Anoyonodekigoto
Ikuro Takahashi Yoko Muronoi
A collaborative duo performance, Anoyonodekigoto sets up a sort of negotiation between a musician, a dancer, the audience and the space we’re all sharing.
Arika have been creating events since 2001. The Archive is space to share the documentation of our work, over 600 events from the past 20 years. Browse the archive by event, artists and collections, explore using theme pairs, or use the index for a comprehensive overview.
A collaborative duo performance, Anoyonodekigoto sets up a sort of negotiation between a musician, a dancer, the audience and the space we’re all sharing.
Chip will read some of his great literary pornography, which pushes sexuality to the point of extremity and exhaustion.
Formed as a means to realise William Bennett’s goal of “a sound that could bludgeon an audience into submission”
Leading language/ action/ sound poet performed his groundbreaking concrete poem, a dizzying mandala of text, symbols and rubber stamps; a kind of book as reading machine.
Bringing together artists working with music, sound, film and the moving image, KYTN 2008 saw performances, improvisations, screenings and installations over three days at DCA.
Former street performer, organist, performance artist, circus performer, harpist, accordion player, tree surgeon and tricyclist performing solo.
How do we gesture to the invisible, the trans or the obscure? A performative conversation between boychild and Fernando, a sharing of gestures, and a bodily back and forth between mathematician and dance artist.
The most sophisticated synthetic music around: timbrally otherwise body music as sonified fictions and auditive sociograms.
A chat with Eugene Thacker. Can we rethink the world as unthinkable, and without us?
A historical narrative of the black and Latino/a transgender, bisexual, lesbian, and gay House and Ballroom Scene in relation to race, gender, sexuality and class oppressions.
Whether drawing their own fractured, abstract narrative, or re-contextualising, chewing up and spitting out someone else’s, each of the films here take a dramatic arc as their starting point and throw it to the wind.
Italian duo of brothers Maurizio and Roberto Opalio utilising an array of acoustic and electric guitars, various toy-instruments and toy-microphones.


**Assigned task**
Make an exact copy of all the data, pictures excluded.

**Input**

•••••

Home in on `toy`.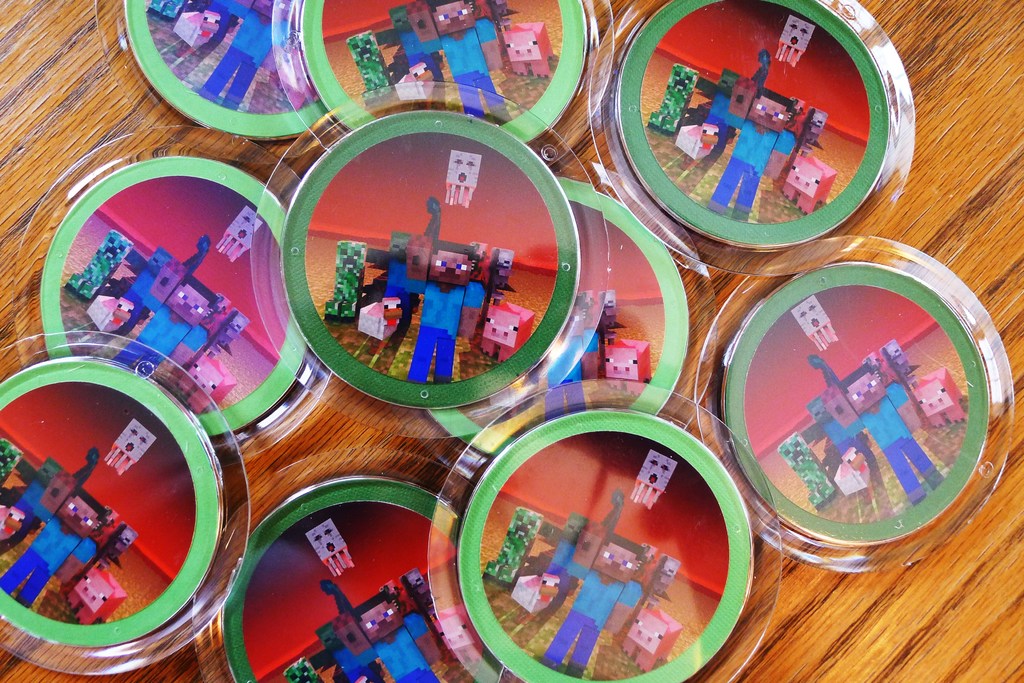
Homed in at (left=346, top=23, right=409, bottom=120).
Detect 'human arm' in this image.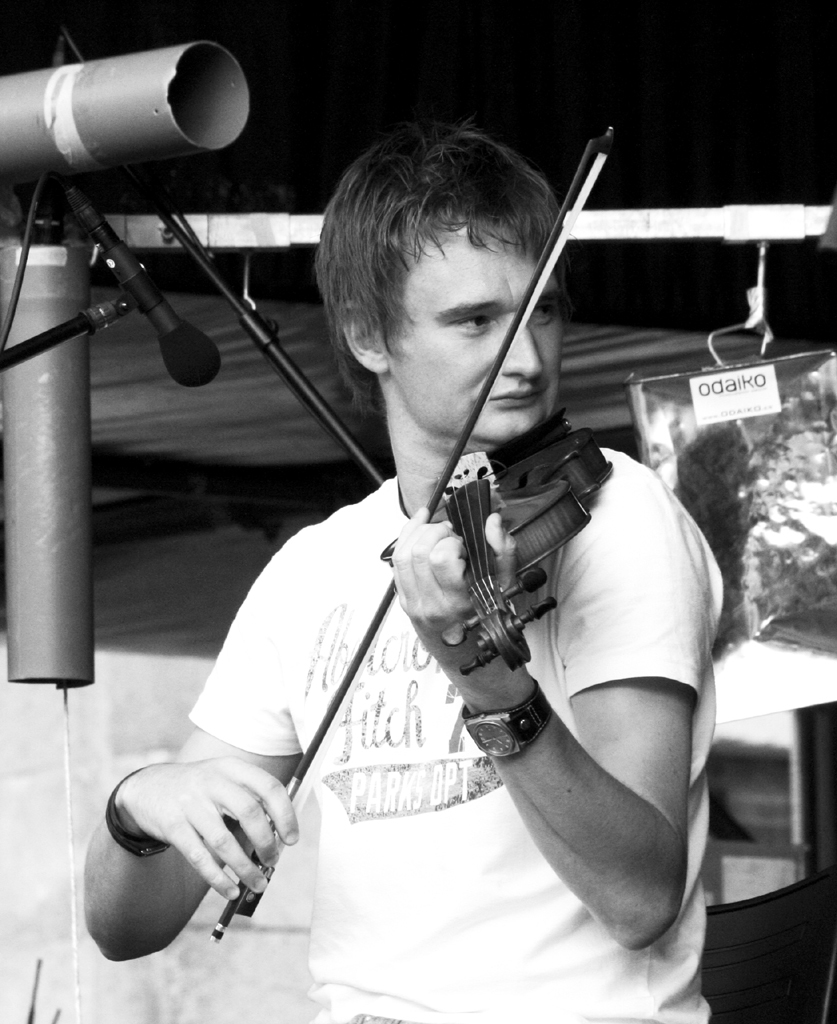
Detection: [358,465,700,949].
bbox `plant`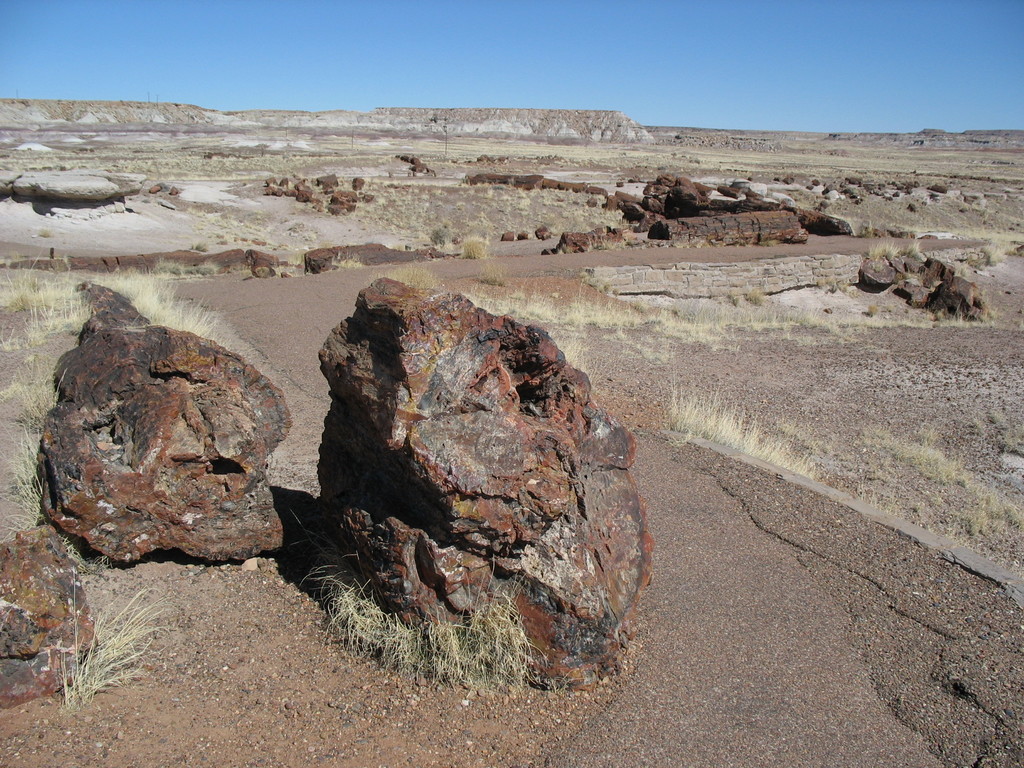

•••••

**Solution below**
Home in on `toy`.
Homed in at (left=346, top=23, right=409, bottom=120).
Detect 'human arm' in this image.
Detection: [358,465,700,949].
bbox `plant`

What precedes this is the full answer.